The final spark for a novel can ignite anywhere, anytime. A year or two ago on an uneventful evening I was flicking disinterestedly through the TV channels when a discussion programme grabbed my attention – or, I should say, provoked my irritation. Two or three well-known talking heads, I won't bother to say who, pontificating about the 1980s and the legacy of Thatcherism. You know, I'm sure, the way these things tend to go. Some token liberal points out that there may have been a few unfortunate side-effects (entire industries destroyed, entire generations consigned to the dole queues, an unnecessary foreign war, etc, etc) – but overall, the talking heads agree, what a great and vital clearing-out the Thatcher decade was. The trade unions tamed. The stock exchange modernised. Capital liberated everywhere. Every man and woman henceforth an emancipated property-owner and shareholder. Well all of those avaricious little chickens have come home to roost spectacularly in recent months. But that's another story - what irked me at the time was the significant omissions contained in this increasingly prevalent version of recent history. No mention, other than sneering ones, of the huge, vibrant culture of popular opposition that stood against Thatcher and all her works. I use the word culture advisedly. I'm not just talking about demos, sit-ins, strikes, marches. I'm talking about art, poetry, music: ska, punk, Two-Tone. The Specials' Ghost Town blaring out of every juke box in the land, the wide-boys in the City mocked and despised as fashion-disasters as much as amoral self-seekers. History tends to get written by the victors of course. But that's where fiction comes in - or should come in - to set the record a little straighter.

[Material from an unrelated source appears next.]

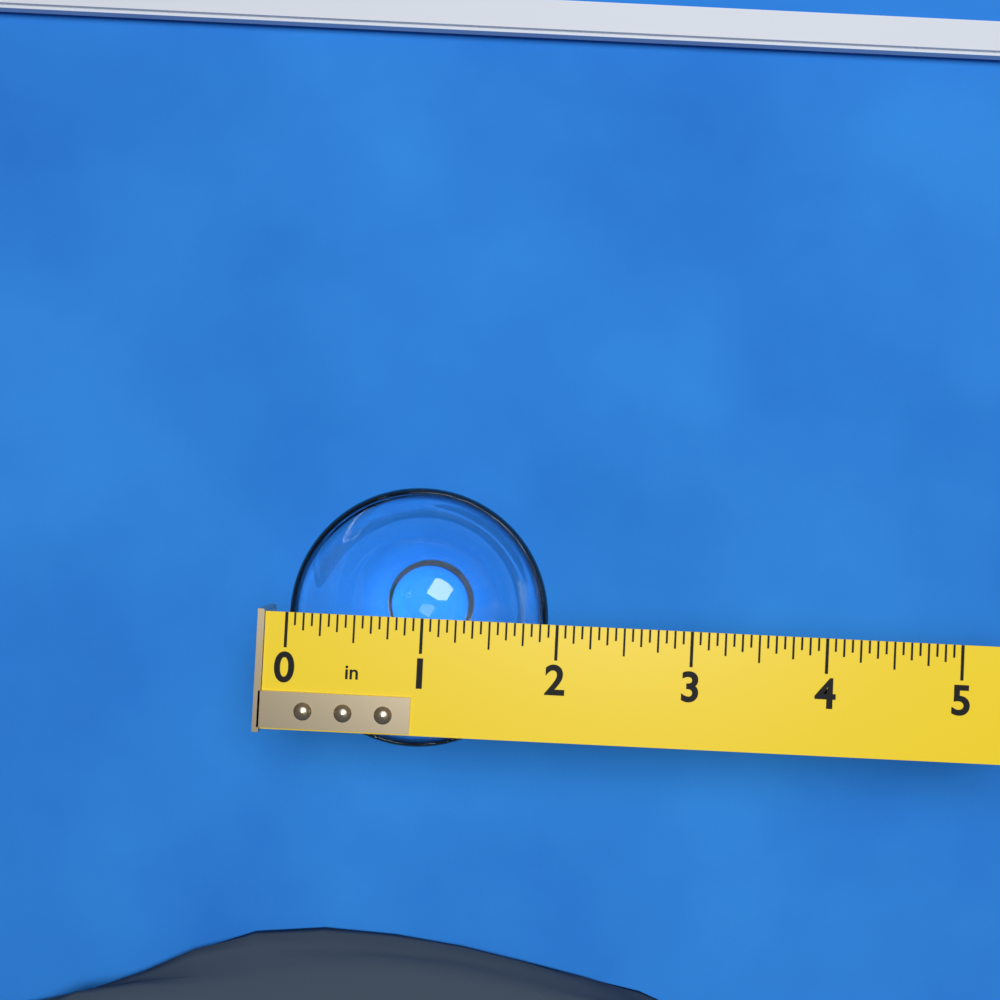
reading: 1.9375 in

I'd been toying for a while with the idea of a Crowby novel which, unlike the previous books in the series, would be partly set in the past – and the '80s had always been high on my target list of decades. But catching that TV show was a deciding moment. As I reclined on my sofa listening to the great and the good spout reactionary b*ll*cks, the outline structure of my rival crime fiction account started to fall more definitely into place in my brain. I put down my glass of beer and picked up my notebook. 1980s protest culture. The young Jacobson on the periphery of a shoddy police investigation into a brutal murder. Another young man as the victim of a miscarriage of justice (there was another thorny issue I'd had it in mind to tackle for a while).

I still had a way to go of course. I didn't want my new book to be set entirely in the past. I like writing about the here and now. I like the buzz of immediacy. So it was a while before I saw my way to creating two simultaneous narrative strands in ENVY THE DEAD. One then and one now. And some way too until I realised how Inspector Jacobson's old demons, which we've never seen before (but we've always guessed were there), might come back finally to haunt him.